Thursday, January 24, 2008

Seeing the Forest for the Fuel

On November 20th I read in the Science Times this article "Through Genetics, Tapping a Tree’s Potential as a Source of Energy" by Andrew Pollack. This article describes a cocktail of university departments, the Energy Department, and lumber companies working together to find ways of reducing lignin in trees through genetic engineering. Lignin, the chemical trees produce to keep them rigid and upright, gets in the way of producing ethanol from wood pulp. It also slows the process of making paper from wood pulp.

Its another attempt for an agricultural business to get into the oh, so lucrative fuel business. I do not know the science on this, but my suspicion is that trees won't make the most efficient ethanol once you have to farm it. But the biggest problem here is the genetic engineering of trees to contain less lignin. Unlike farm crops, which are generally annual and often do not survive without the farmers' helping hand, trees will survive and pollinate other wild trees with their genetically altered pollen. In not so many years, this trait could spread to much of the new wild offspring in the forest. Seems like a bad idea-especially if we are risking our forests for car fuel. It appears to me that we are in a period of boondoggling in the absence of any true leadership on our car fuel problems. In this period we are going to see a lot of companies looking to get rich off the boondoggle. Lets tell our congressmen and women we don't want to power our cars with trees. The Energy Department should get out of the forest.

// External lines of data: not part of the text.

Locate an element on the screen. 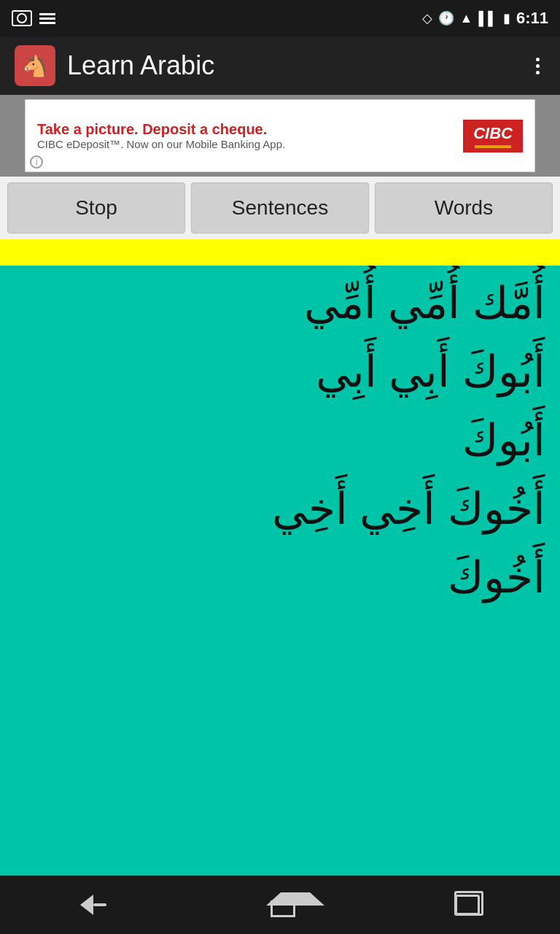 The height and width of the screenshot is (934, 560). bars-icon is located at coordinates (47, 19).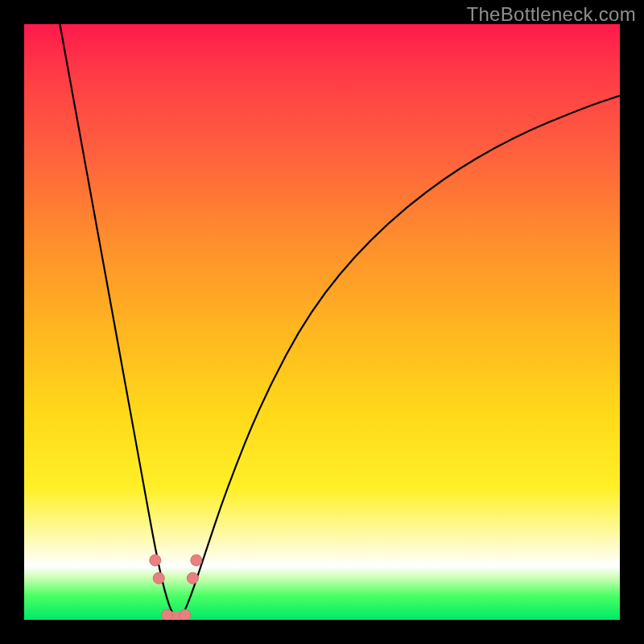 Image resolution: width=644 pixels, height=644 pixels. What do you see at coordinates (157, 569) in the screenshot?
I see `curve-markers-left` at bounding box center [157, 569].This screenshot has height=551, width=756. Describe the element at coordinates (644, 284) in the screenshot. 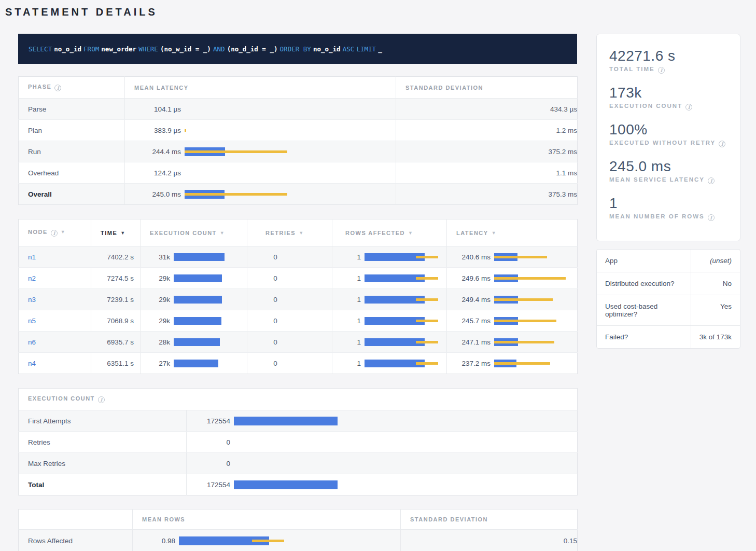

I see `attribute-label: Distributed execution?` at that location.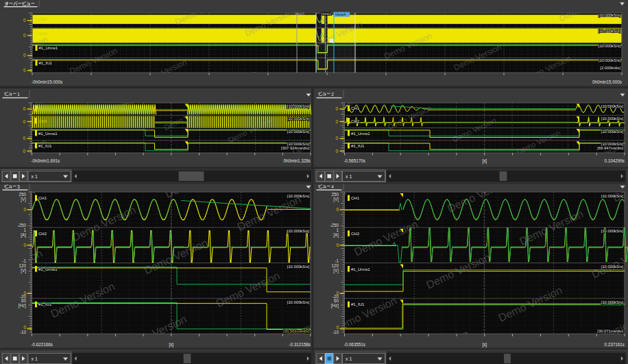 This screenshot has height=364, width=628. I want to click on svg-text: -0.622166s, so click(43, 344).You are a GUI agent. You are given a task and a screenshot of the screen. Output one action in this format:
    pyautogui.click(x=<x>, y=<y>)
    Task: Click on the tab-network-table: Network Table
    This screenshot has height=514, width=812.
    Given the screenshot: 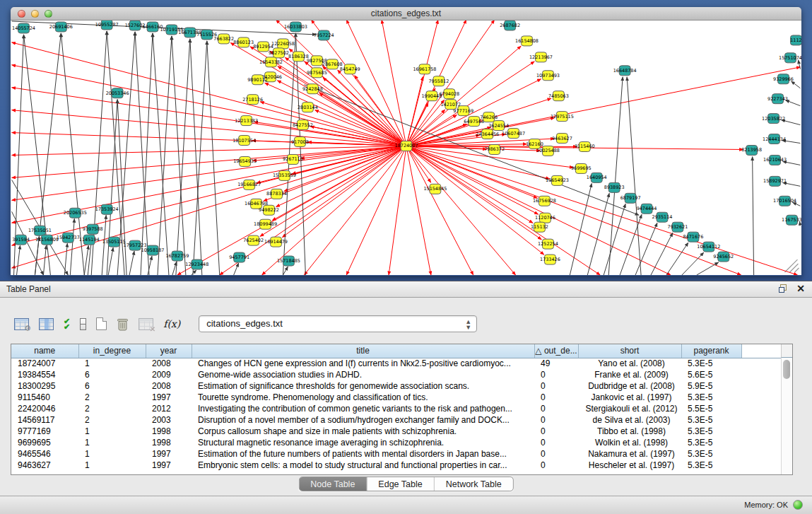 What is the action you would take?
    pyautogui.click(x=473, y=484)
    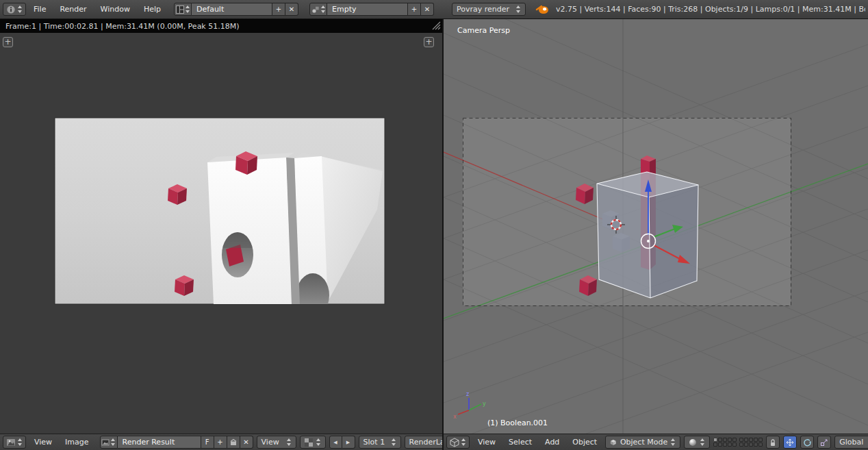 This screenshot has height=450, width=868. Describe the element at coordinates (790, 442) in the screenshot. I see `translate-manipulator-button` at that location.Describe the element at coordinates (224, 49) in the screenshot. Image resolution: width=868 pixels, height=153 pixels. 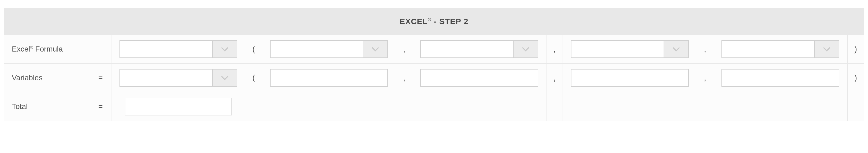
I see `formula-function-dropdown-button` at that location.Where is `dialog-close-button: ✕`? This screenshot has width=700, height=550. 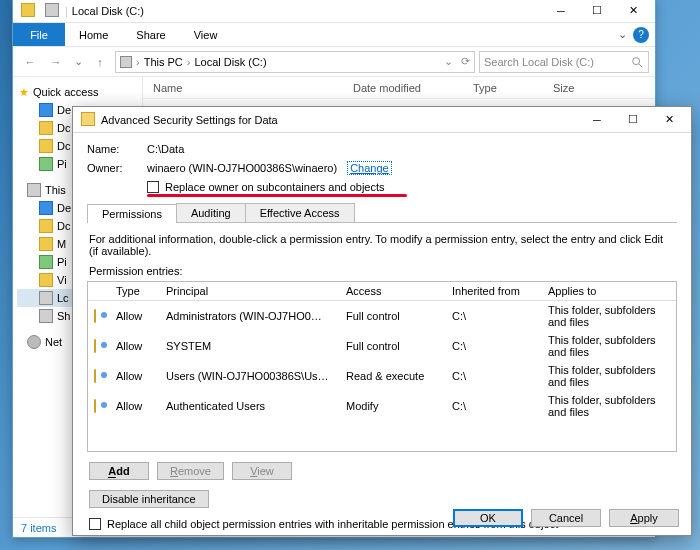 dialog-close-button: ✕ is located at coordinates (669, 120).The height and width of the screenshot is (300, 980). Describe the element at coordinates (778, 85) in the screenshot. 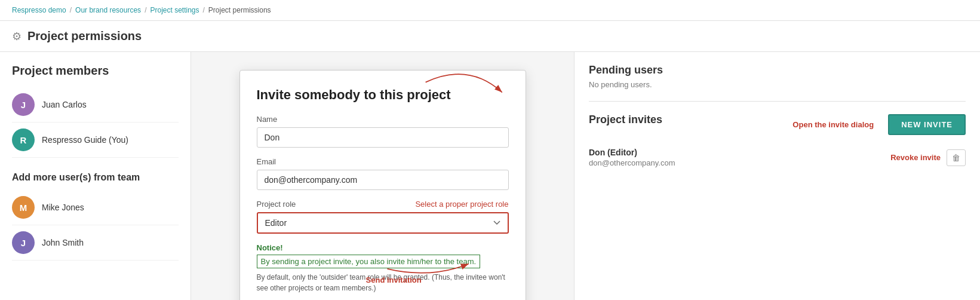

I see `pending-text: No pending users.` at that location.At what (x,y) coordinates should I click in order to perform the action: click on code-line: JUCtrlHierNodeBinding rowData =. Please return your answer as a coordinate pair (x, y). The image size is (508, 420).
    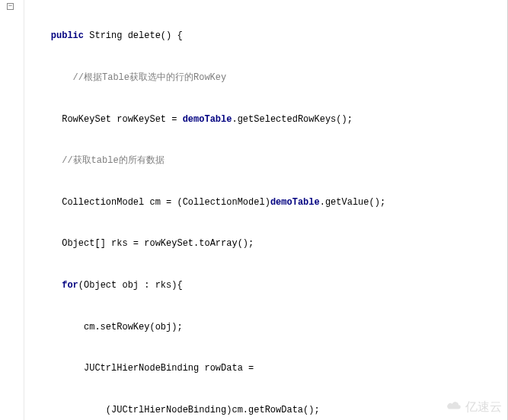
    Looking at the image, I should click on (266, 368).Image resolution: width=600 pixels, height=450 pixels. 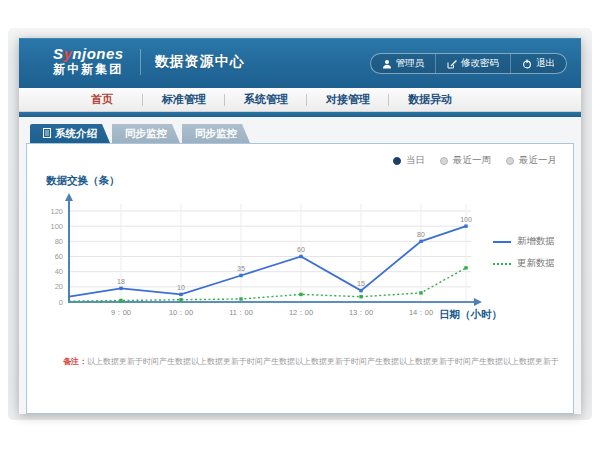 I want to click on document-icon, so click(x=47, y=134).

Andrew Hancock for The New York Times

Young poplars in a laboratory at Purdue University.

Here's another article about the use of trees for fuel. It seems to have some strange statements,like this one: "Forests can provide renewable biofuels that can replace fossil fuels like coal and oil,” Kimbell said. “This will reduce the amount of greenhouse gases emitted into the atmosphere while diminishing our dependence on foreign fuel sources." I'm not sure how burning wood or anything made from wood reduces CO2, but thats a sound bite for you.